The swirling body of blue men came to a sudden halt at close
and disastrous range and roared a swift volley. The group in gray
was split and broken by this fire, but its riddled body still
fought. The men in blue yelled again and rushed in upon it.
The youth, in his leapings, saw, as through a mist, a picture
of four or five men stretched upon the ground or writhing upon
their knees with bowed heads as if they had been stricken by bolts
from the sky. Tottering among them was the rival color bearer, whom
the youth saw had been bitten vitally by the bullets of the last
formidable volley. He perceived this man fighting a last struggle,
the struggle of one whose legs are grasped by demons. It was a
ghastly battle. Over his face was the bleach of death, but set upon
it were the dark and hard lines of desperate purpose. With this
terrible grin of resolution he hugged his precious flag to him and
was stumbling and staggering in his design to go the way that led
to safety for it.
But his wounds always made it seem that his feet were
retarded, held, and he fought a grim fight, as with invisible
ghouls fastened greedily upon his limbs. Those in advance of the
scampering blue men, howling cheers, leaped at the fence. The
despair of the lost was in his eyes as he glanced back at them.
The youth's friend went over the obstruction in a tumbling
heap and sprang at the flag as a panther at prey. He pulled at it
and, wrenching it free, swung up its red brilliancy with a mad cry
of exultation even as the color bearer, gasping, lurched over in a
final throe and, stiffening convulsively, turned his dead face to
the ground. There was much blood upon the grass blades.
At the place of success there began more wild clamorings of
cheers. The men gesticulated and bellowed in an ecstasy. When they
spoke it was as if they considered their listener to be a mile
away. What hats and caps were left to them they often slung high in
the air.
At one part of the line four men had been swooped upon, and
they now sat as prisoners. Some blue men were about them in an
eager and curious circle. The soldiers had trapped strange birds,
and there was an examination. A flurry of fast questions was in the
air.
One of the prisoners was nursing a superficial wound in the
foot. He cuddled it, baby-wise, but he looked up from it often to
curse with an astonishing utter abandon straight at the noses of
his captors.

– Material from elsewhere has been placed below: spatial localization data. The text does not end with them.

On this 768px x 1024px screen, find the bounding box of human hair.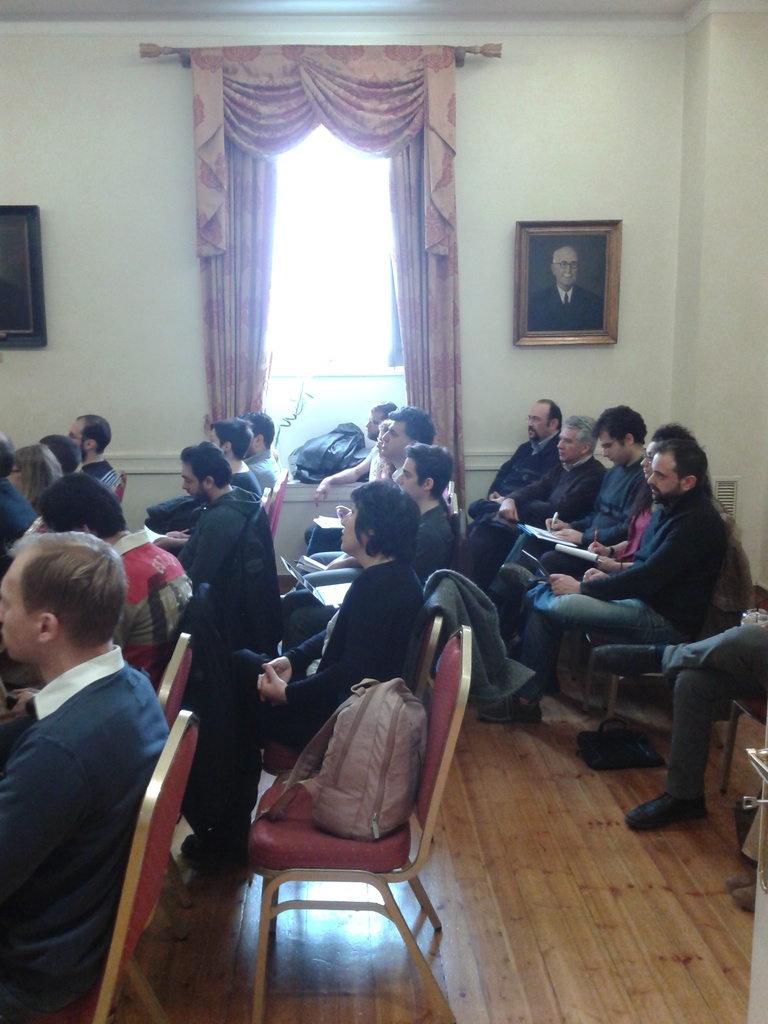
Bounding box: select_region(369, 401, 397, 417).
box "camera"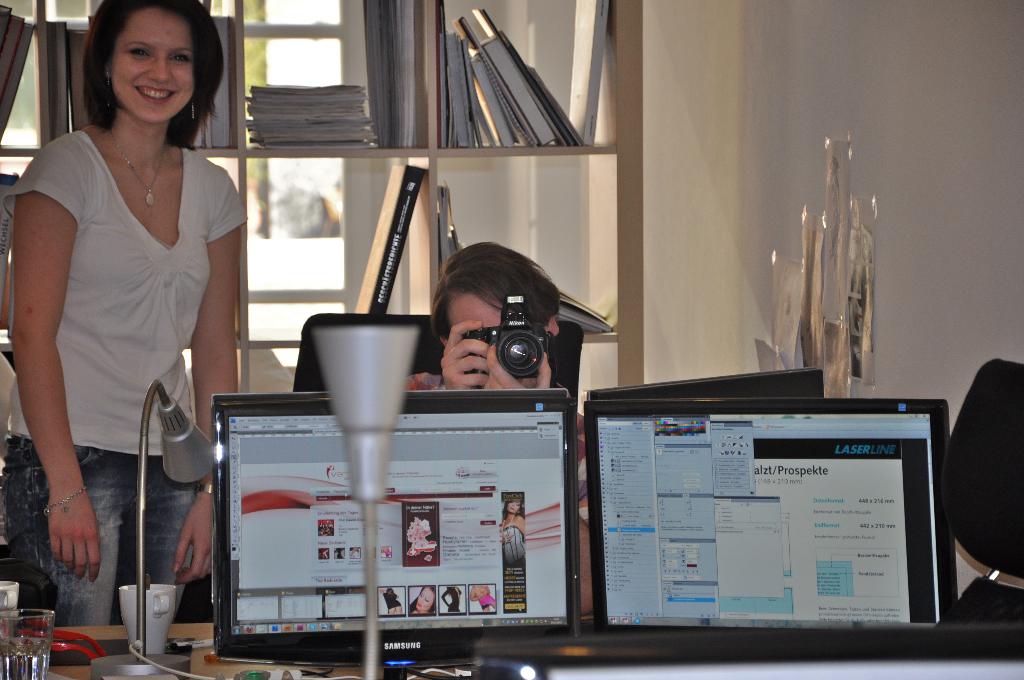
(left=465, top=293, right=554, bottom=378)
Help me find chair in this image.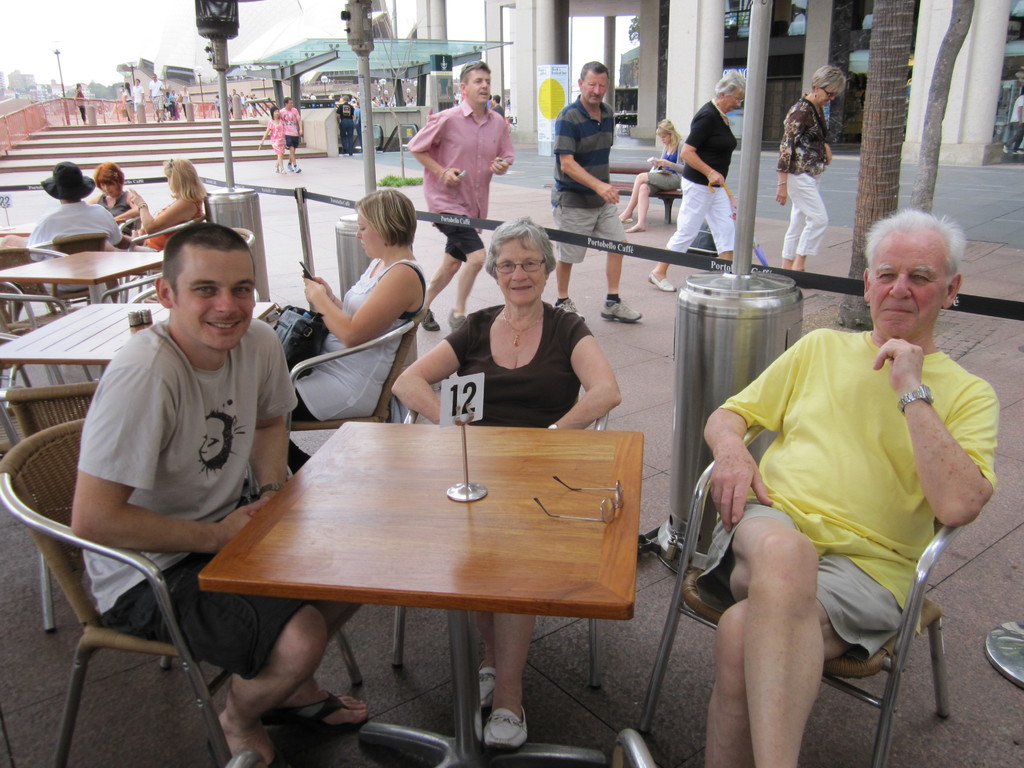
Found it: {"x1": 0, "y1": 378, "x2": 104, "y2": 624}.
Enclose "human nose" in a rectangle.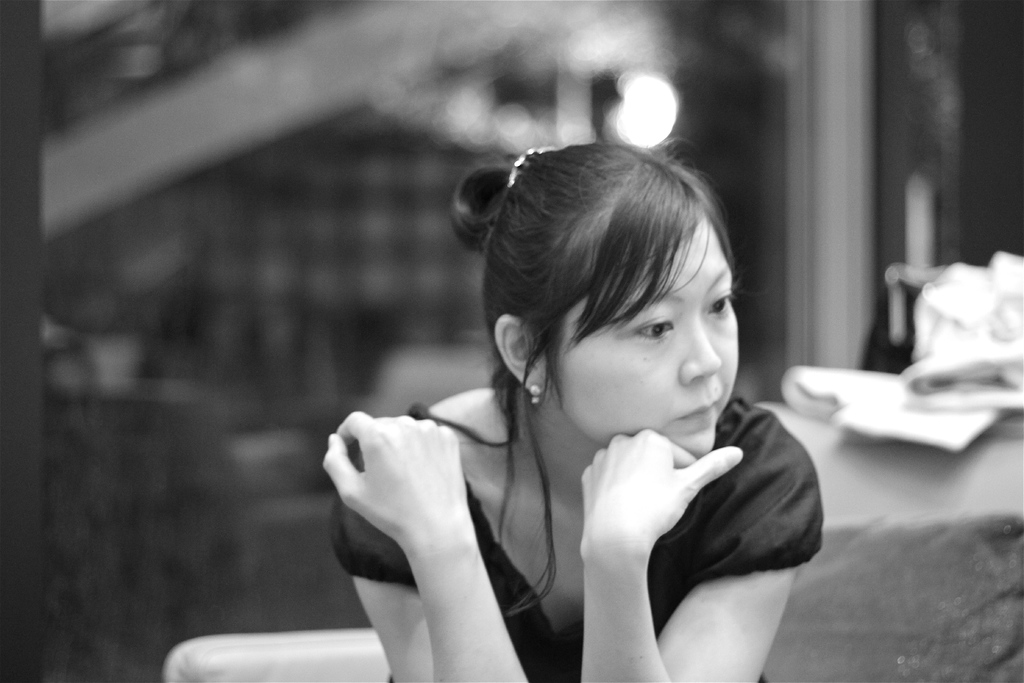
[left=675, top=309, right=723, bottom=384].
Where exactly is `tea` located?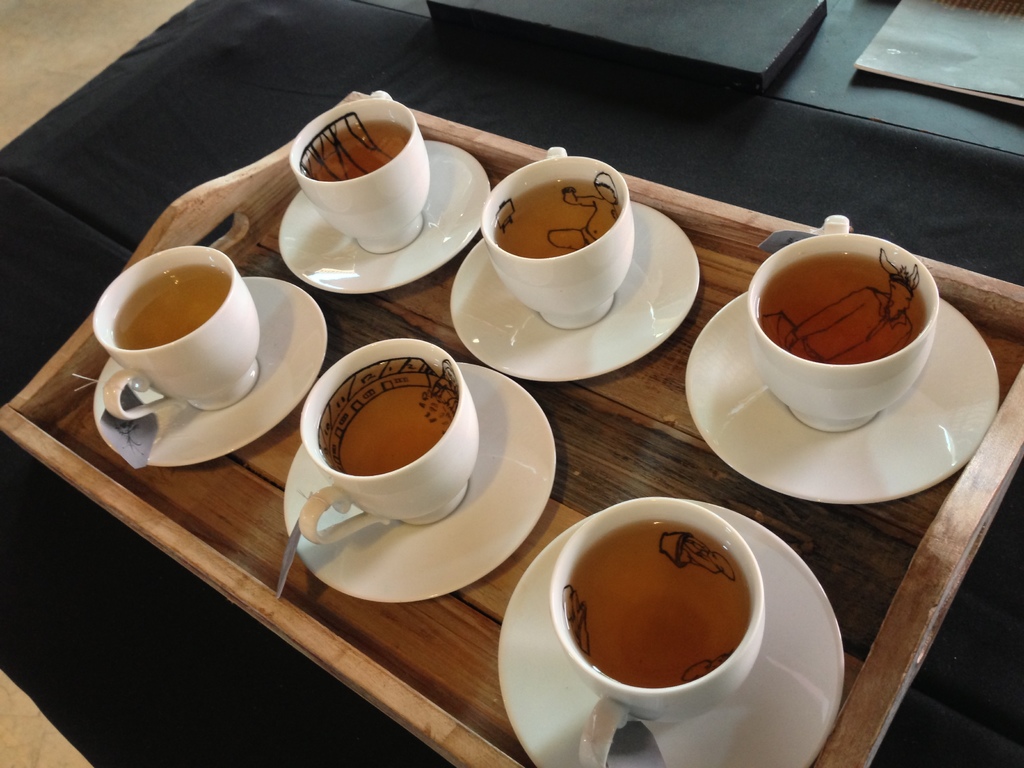
Its bounding box is [x1=564, y1=523, x2=748, y2=686].
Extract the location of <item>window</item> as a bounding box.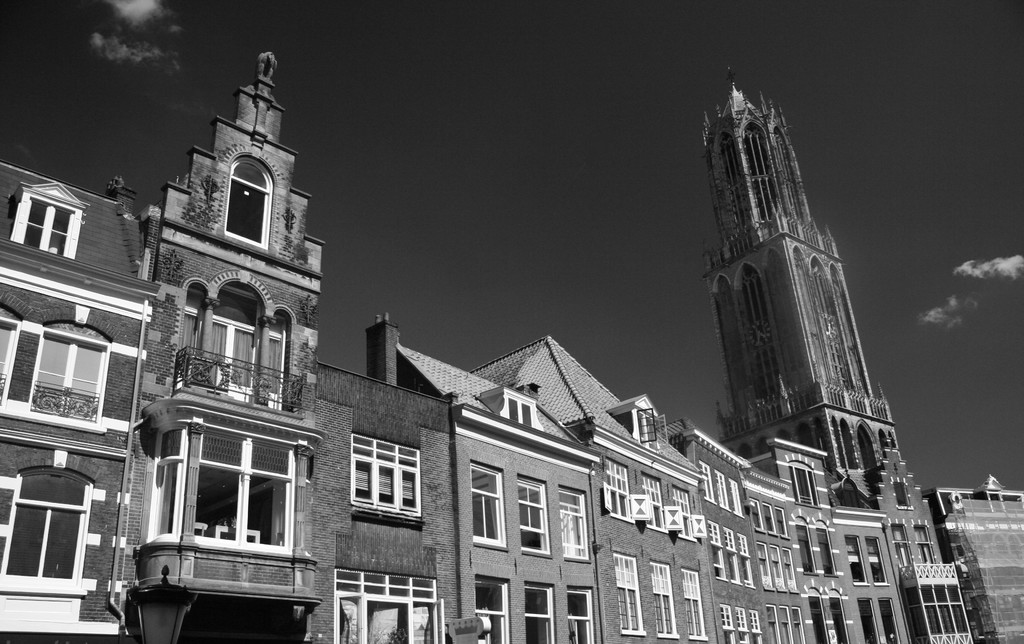
bbox=[719, 602, 736, 643].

He consigned them to red regions; he called upon the
pestilential wrath of strange gods. And with it all he was
singularly free from recognition of the finer points of the conduct
of prisoners of war. It was as if a clumsy clod had trod upon his
toe and he conceived it to be his privilege, his duty, to use deep,
resentful oaths.
Another, who was a boy in years, took his plight with great
calmness and apparent good nature. He conversed with the men in
blue, studying their faces with his bright and keen eyes. They
spoke of battles and conditions. There was an acute interest in all
their faces during this exchange of viewpoints. It seemed a great
satisfaction to hear voices from where all had been darkness and
speculation.
The third captive sat with a morose countenance. He preserved
a stoical and cold attitude. To all advances he made one reply
without variation, "Ah, go to hell!"
The last of the four was always silent and, for the most part,
kept his face turned in unmolested directions. From the views the
youth received he seemed to be in a state of absolute dejection.
Shame was upon him, and with it profound regret that he was,
perhaps, no more to be counted in the ranks of his fellows. The
youth could detect no expression that would allow him to believe
that the other was giving a thought to his narrowed future, the
pictured dungeons, perhaps, and starvations and brutalities, liable
to the imagination. All to be seen was shame for captivity and
regret for the right to antagonize.
After the men had celebrated sufficiently they settled down
behind the old rail fence, on the opposite side to the one from
which their foes had been driven. A few shot perfunctorily at
distant marks.
There was some long grass. The youth nestled in it and rested,
making a convenient rail support the flag. His friend, jubilant and
glorified, holding his treasure with vanity, came to him there.
They sat side by side and congratulated each other.